Mr. Stillman, you have a problem. Your on-ice product is not meeting expectations. I have only met you once, but I have a strong feeling you know both hockey and business. Why are you going to allow the failure to meet expectations destroy the core fans the team has been courting since Brett Hull left? Surely there are reasons for failing to meet expectations. In the past few years when expectations were not met at least something tangible was done so the all tiers of Blues fans felt good about clinging to positive expectations about the club. Trades were made, free agents were signed, and high draft picks were able to embrace increased responsibilities on the ice.
As of today, there is no reason to expect any fan should be positive about the Blues. I know the dread that many fans currently have. Many fans that I would have believed would bleed Blue until dead are ready to call it a career. Something is going on and if it is being addressed behind closed doors none of us fans will be there to realize it. Without giving us hope we will have only results, and the Blues have backed themselves into a situation where the results will only start to appear in round two and take effect in round three. It will be too late for too many.
Why is this even happening? Have the fans been lied to about what to expect? During the worst of this team the fans were promised only one thing: hard work. And while that promise did not ignite a fire in some of the secondary and tertiary fans, us fans who did show up were nourished by nothing more than consistent hard work. Since then we have been told to expect all kinds of things that have only proved to be false: that us fans were the final puzzle piece, that a new partner for Pietrangelo would solve the problems, that a Cup winning coach would be the answer, that drafting character would result in team achievements, that getting a 5% better goalie would get us 25% closer to the Cup.

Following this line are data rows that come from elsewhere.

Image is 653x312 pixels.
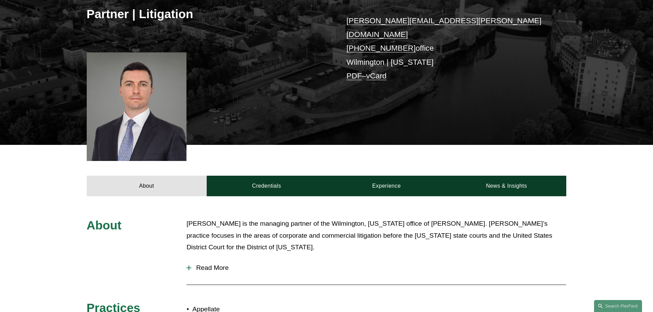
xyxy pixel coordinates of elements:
a: News & Insights [446,176,566,196]
a: Search this site [594,300,642,312]
a: Credentials [207,176,326,196]
a: vCard [366,72,386,80]
span: Read More [191,264,566,272]
h3: Partner | Litigation [87,7,326,22]
a: [PHONE_NUMBER] [346,44,416,52]
span: About [87,219,122,232]
a: [PERSON_NAME][EMAIL_ADDRESS][PERSON_NAME][DOMAIN_NAME] [346,16,541,39]
button: Read More [186,259,566,277]
p: [PERSON_NAME] is the managing partner of the Wilmington, [US_STATE] office of [PERSON_NAME]. [PER... [186,218,566,254]
a: About [87,176,207,196]
a: PDF [346,72,362,80]
a: Experience [326,176,446,196]
p: office Wilmington | [US_STATE] – [346,14,546,83]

Mr. Stillman, start delivering or stop the promises. Start healing the fan base and stop hurting it. Tell us what is wrong. The hardcore fans can take it. Heck we KNOW there is sickness we just debate what needs amputation.
How can the coaching staff not be held responsible for long-term failures to meet expectations? I am sure Brad Shaw is a great guy but he has been with the Blues for eight years and the team has six playoff wins with him behind the bench. Logic tells me he can be replaced if no one else can. We are not currently in a position to build quickly through the draft nor does it seem likely we will have the cap space to make a great free agent signing. That position is the result of the current General Manager’s choices in the past. His choices have not met expectations.
The players are certainly not above being held accountable. Many of them seem to have long term no-trade deals so it may be more of a challenge to replace an expensive piece and yet, not replacing the problem pieces is an option that will create half price ticket days.
Nothing will do more harm this off-season than to reward failure. The only thing that is different going forward right now is that no fan expects anything for the Blues organization anymore. As a businessman, I suspect you realize just how bad that actually is.
If I had an actual solution other than to set reasonable expectations with your dwindling fan base and then meet them it would be this: The Blues seem to have a lot of people in management these days. One of them should be made the vice president in charge of giving a damn; this team needs at least one solid member of the St. Louis community that will visibly give a damn from now on.